It can get hot in Cairo. Sometimes it’s dry airless heat, and if there does happen to be a breeze, it stings the face like it’s carrying fire sparks with it. And sometimes it’s so humid you have to swim through air that feels like the inside of someone’s musty armpit. Usually when the weather is like this, it doesn’t matter what the hell you’re wearing, because this kind of heat is an equalizer. Everyone under the bare, glaring sun is fucked. You could be wearing a full burka or a tank top. It really doesn’t matter, it’s all the same. Fucked.
I tend to be on the verge of death when it’s this hot. I have a paranoid fear of becoming thirsty, and so I drink incessantly from warm bottles of water that were frosty with condensation just ten minutes ago. I can’t see because I am not actually fully conscious anymore, I am somewhere between passing out and awakening from a fainting spell. The ground seems to tilt. The sun reflects off of the sidewalk, the sidewalk reflects off the sun, and the sun reflects back off the sidewalk again, and for some reason the sidewalk never seemed so clean and white before, when the sun was not on fucking acid. I move my face, trying to get my nose and mouth between the fire sparks so that I can quickly steal some air for my collapsing lungs.
In this state, the last fucking thing I need is some person’s fucking body heat all up in my space. So I really don’t understand why some people don’t mind being all touchy feely when it’s clearly the fucking apocalypse. You could just as well greet me without unnecessary contact with my body, which completely blocks the path of oxygen I had carefully paved through the fire sparks. My involuntary reflex is to move my face away and desperately scramble to relocate the air. If you want to get my attention, you can just say my name. And if you are impressed with something I have done, you can just say “I am impressed with what you have done” instead of patting me on the back with your fucking heat transferring wool blanket hand.
*Altered photo originally from Front Page Magazine.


WHAT TO WORK ON: Transcribe the entries below exactly, starting with the line that has "Image is 644x308 pixels." and stopping after the line that has "Image is 868x440 pixels."; no pictures belong in the copy.

═════ RAW DATA ═════

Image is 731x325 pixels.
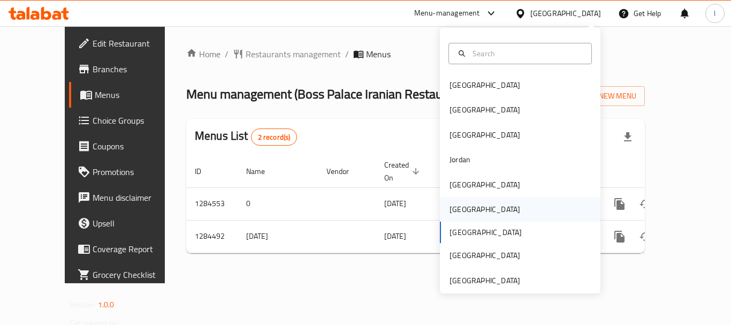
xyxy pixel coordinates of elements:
div: [GEOGRAPHIC_DATA] [450,104,520,116]
div: Total records count [251,128,298,146]
span: Menu management ( Boss Palace Iranian Restaurant ) [186,82,468,106]
a: Menu disclaimer [69,185,187,210]
td: 0 [238,187,318,220]
a: Restaurants management [233,48,341,60]
span: Branches [93,63,178,75]
div: Jordan [450,154,470,165]
a: Branches [69,56,187,82]
div: Menu-management [414,7,480,20]
td: 1284492 [186,220,238,253]
span: Vendor [326,165,363,178]
div: Export file [615,124,641,150]
button: Add New Menu [562,86,645,106]
span: Promotions [93,165,178,178]
a: Upsell [69,210,187,236]
a: Coverage Report [69,236,187,262]
a: Edit Restaurant [69,31,187,56]
a: Promotions [69,159,187,185]
span: Coupons [93,140,178,153]
span: Version: [70,298,96,311]
td: [DATE] [238,220,318,253]
li: / [345,48,349,60]
span: [DATE] [384,229,406,243]
td: 1284553 [186,187,238,220]
span: Restaurants management [246,48,341,60]
div: [GEOGRAPHIC_DATA] [450,129,520,141]
span: Created On [384,158,423,184]
span: Menus [366,48,391,60]
span: Add New Menu [570,89,636,103]
div: [GEOGRAPHIC_DATA] [450,79,520,91]
div: [GEOGRAPHIC_DATA] [450,275,520,286]
button: Change Status [633,191,658,217]
span: Coverage Report [93,242,178,255]
a: Coupons [69,133,187,159]
div: [GEOGRAPHIC_DATA] [450,203,520,215]
div: [GEOGRAPHIC_DATA] [530,7,601,19]
a: Choice Groups [69,108,187,133]
button: more [607,191,633,217]
span: ID [195,165,215,178]
nav: breadcrumb [186,48,645,60]
a: Grocery Checklist [69,262,187,287]
span: 2 record(s) [252,132,297,142]
span: l [714,7,716,19]
div: [GEOGRAPHIC_DATA] [450,249,520,261]
span: Edit Restaurant [93,37,178,50]
span: 1.0.0 [98,298,115,311]
h2: Menus List [195,128,297,146]
a: Home [186,48,220,60]
span: Grocery Checklist [93,268,178,281]
span: Menus [95,88,178,101]
button: Change Status [633,224,658,249]
li: / [225,48,229,60]
span: Upsell [93,217,178,230]
span: [DATE] [384,196,406,210]
button: more [607,224,633,249]
span: Name [246,165,279,178]
span: Menu disclaimer [93,191,178,204]
span: Choice Groups [93,114,178,127]
input: Search [468,48,585,59]
div: [GEOGRAPHIC_DATA] [450,179,520,191]
a: Menus [69,82,187,108]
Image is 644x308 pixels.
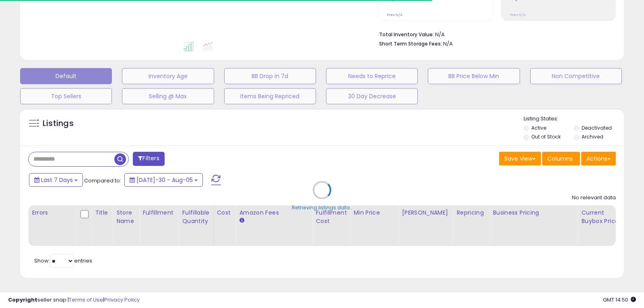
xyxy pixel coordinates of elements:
[379,31,434,38] b: Total Inventory Value:
[326,88,418,104] button: 30 Day Decrease
[122,88,214,104] button: Selling @ Max
[530,68,622,84] button: Non Competitive
[69,296,103,304] a: Terms of Use
[20,88,112,104] button: Top Sellers
[122,68,214,84] button: Inventory Age
[8,296,38,304] strong: Copyright
[510,13,526,18] small: Prev: N/A
[326,68,418,84] button: Needs to Reprice
[224,68,316,84] button: BB Drop in 7d
[20,68,112,84] button: Default
[8,297,139,304] div: seller snap | |
[443,40,453,48] span: N/A
[387,13,403,18] small: Prev: N/A
[603,296,636,304] span: 2025-08-13 14:50 GMT
[292,204,352,211] div: Retrieving listings data..
[428,68,519,84] button: BB Price Below Min
[104,296,139,304] a: Privacy Policy
[379,29,610,38] li: N/A
[379,40,442,47] b: Short Term Storage Fees:
[224,88,316,104] button: Items Being Repriced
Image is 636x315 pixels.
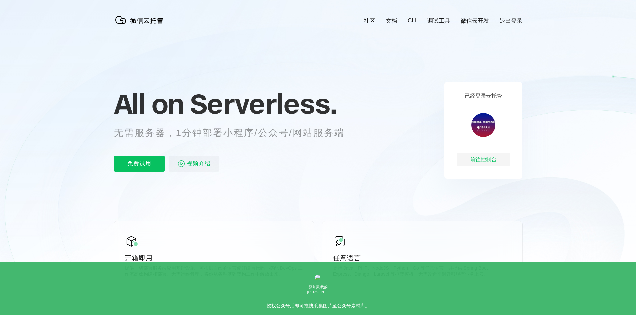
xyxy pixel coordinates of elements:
p: 无需服务器，1分钟部署小程序/公众号/网站服务端 [114,126,357,140]
img: video_play.svg [177,160,185,168]
a: 调试工具 [427,17,450,25]
a: 文档 [385,17,397,25]
a: 微信云开发 [461,17,489,25]
span: All on [114,87,184,120]
span: Serverless. [190,87,336,120]
p: 开箱即用 [124,254,303,263]
p: 任意语言 [333,254,512,263]
div: 前往控制台 [457,153,510,167]
a: CLI [408,17,416,24]
p: 已经登录云托管 [465,93,502,100]
span: 视频介绍 [187,156,211,172]
a: 微信云托管 [114,22,167,28]
a: 退出登录 [500,17,522,25]
p: 免费试用 [114,156,165,172]
a: 社区 [363,17,375,25]
img: 微信云托管 [114,13,167,27]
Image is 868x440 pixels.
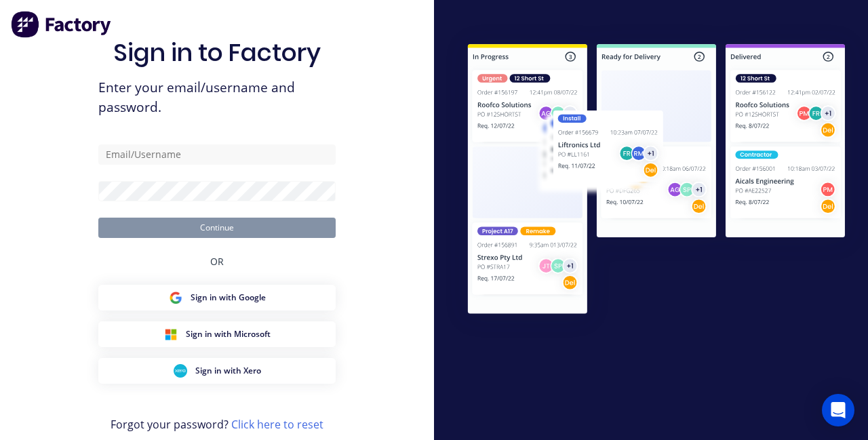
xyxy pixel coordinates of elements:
[113,38,321,67] h1: Sign in to Factory
[164,327,177,341] img: Microsoft Sign in
[98,145,336,165] input: Email/Username
[210,238,224,284] div: OR
[186,328,271,340] span: Sign in with Microsoft
[111,416,323,432] span: Forgot your password?
[169,291,182,304] img: Google Sign in
[191,291,266,304] span: Sign in with Google
[195,365,261,377] span: Sign in with Xero
[11,11,113,38] img: Factory
[98,321,336,347] button: Microsoft Sign inSign in with Microsoft
[98,358,336,384] button: Xero Sign inSign in with Xero
[231,417,323,432] a: Click here to reset
[98,284,336,311] button: Google Sign inSign in with Google
[822,393,854,426] div: Open Intercom Messenger
[445,23,868,338] img: Sign in
[98,78,336,117] span: Enter your email/username and password.
[174,364,187,377] img: Xero Sign in
[98,218,336,238] button: Continue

═════

RESPONSE:
Image is 644x308 pixels.
xyxy pixel coordinates of elements:
[379,31,434,38] b: Total Inventory Value:
[326,88,418,104] button: 30 Day Decrease
[122,88,214,104] button: Selling @ Max
[530,68,622,84] button: Non Competitive
[69,296,103,304] a: Terms of Use
[20,88,112,104] button: Top Sellers
[122,68,214,84] button: Inventory Age
[8,296,38,304] strong: Copyright
[510,13,526,18] small: Prev: N/A
[326,68,418,84] button: Needs to Reprice
[224,68,316,84] button: BB Drop in 7d
[20,68,112,84] button: Default
[8,297,139,304] div: seller snap | |
[443,40,453,48] span: N/A
[387,13,403,18] small: Prev: N/A
[603,296,636,304] span: 2025-08-13 14:50 GMT
[292,204,352,211] div: Retrieving listings data..
[428,68,519,84] button: BB Price Below Min
[104,296,139,304] a: Privacy Policy
[379,29,610,38] li: N/A
[379,40,442,47] b: Short Term Storage Fees:
[224,88,316,104] button: Items Being Repriced
Image is 636x315 pixels.
xyxy pixel coordinates of elements:
p: 无需服务器，1分钟部署小程序/公众号/网站服务端 [114,126,357,140]
img: video_play.svg [177,160,185,168]
a: 调试工具 [427,17,450,25]
a: 文档 [385,17,397,25]
a: 微信云开发 [461,17,489,25]
span: All on [114,87,184,120]
span: Serverless. [190,87,336,120]
p: 开箱即用 [124,254,303,263]
p: 任意语言 [333,254,512,263]
div: 前往控制台 [457,153,510,167]
a: CLI [408,17,416,24]
p: 已经登录云托管 [465,93,502,100]
span: 视频介绍 [187,156,211,172]
a: 微信云托管 [114,22,167,28]
a: 退出登录 [500,17,522,25]
p: 免费试用 [114,156,165,172]
a: 社区 [363,17,375,25]
img: 微信云托管 [114,13,167,27]
Image is 868x440 pixels.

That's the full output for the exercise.